Unfortunately, the Arc Midi has to run pretty loudly to get the job done. At the "low" fan setting it's among the quietest, but once a load is applied to the system the lack of sound dampening takes its toll along with the middling airflow. This is one of the few cases I've tested where I'd recommend just running the fans on "high" (although replacing them entirely with better fans would probably be extremely effective).



Noise and Thermal Testing, Overclocked

We saw at stock settings that the Fractal Design Arc Midi is capable of producing some excellent thermals, but wait until you see how it handles our overclocked configuration, where the CPU is ramped up by nearly 1GHz. We've never had a case crash during this test, but we've gotten close.

With the fans maxed out, the Arc Midi basically ties with our top cases in every discipline except the SSD temperature; I'm sure either putting a fan in front of the bottom drive cage or even just moving the SSD to the top cage would net you better results there and either way, the temperatures aren't alarming. What I keep seeing in these results, as in the last page, is potential.

Once again the noise levels are pretty punishing, but better fans and a quieter HSF unit could go a long way to fixing the problem. The Arc Midi is never going to be the quietest case on the market, but with some upgrades I suspect it could perform handsomely on its own. In the meantime, though, there's still a price to be paid for these thermal results.



Conclusion: Almost There

In a way, reviewing the Fractal Design Arc Midi feels like I'm reviewing two different cases: the one that ships, and the one enthusiasts will tinker with. One of these is good but not great, while the other has the potential to be a stellar investment. Break it down into two parts and you can see where Fractal Design went right and where they went wrong.

The case design itself is stellar and leaves little to be desired. It's a little cramped, sure, but that's the price you pay for getting a healthy amount of expansion and flexibility in a mid tower format. In exchange you do get that expansion and flexibility, all in what I think is an extremely attractive package with a smart aesthetic that feels at worst frugal rather than cheap. Build quality is excellent, with a lot of attention paid to the little details. It's easy to assemble, it looks good, what more can you ask for?
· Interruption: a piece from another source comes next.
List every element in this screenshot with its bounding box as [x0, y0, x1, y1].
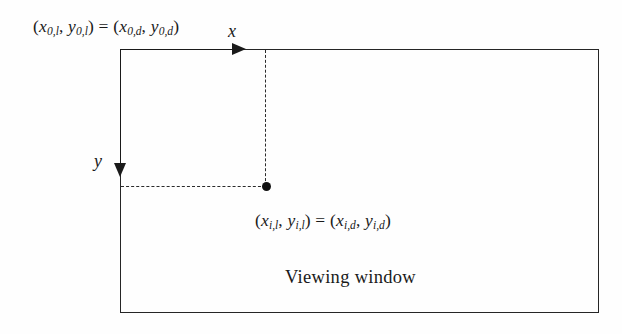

Well, you can ask for better fans. I think the fan controller included is a nice touch, but I suspect the fans Fractal Design uses are less than ideal for this enclosure. I keep feeling like we could see better performance out of the Arc Midi if we just pulled the stock fans, pulled the fan controller, and added better fans. The acoustics just don't fall in line with the cooling performance, but thankfully this is one place where the dedicated enthusiast can probably get a lot of mileage out of the Arc Midi.

Unfortunately, replacement fans cost money, and when you start spending up you begin to wonder if you shouldn't have just gone with something like the Corsair 650D or my personal favorite, the Rosewill Thor v2. My answer? Frankly, I like the way the Arc Midi looks, so I'd be more inclined to tinker with it. $99 is fairly inexpensive for a quality case, and the Arc Midi is well-built, looks good, and is easy to use.

If you want the best case you can get for under $100, as it ships, I'd probably suggest going with the Corsair Carbide 400R or In-Win BUC. But if you're willing to put in the time and energy and invest a bit, the Fractal Design Arc Midi should serve you well.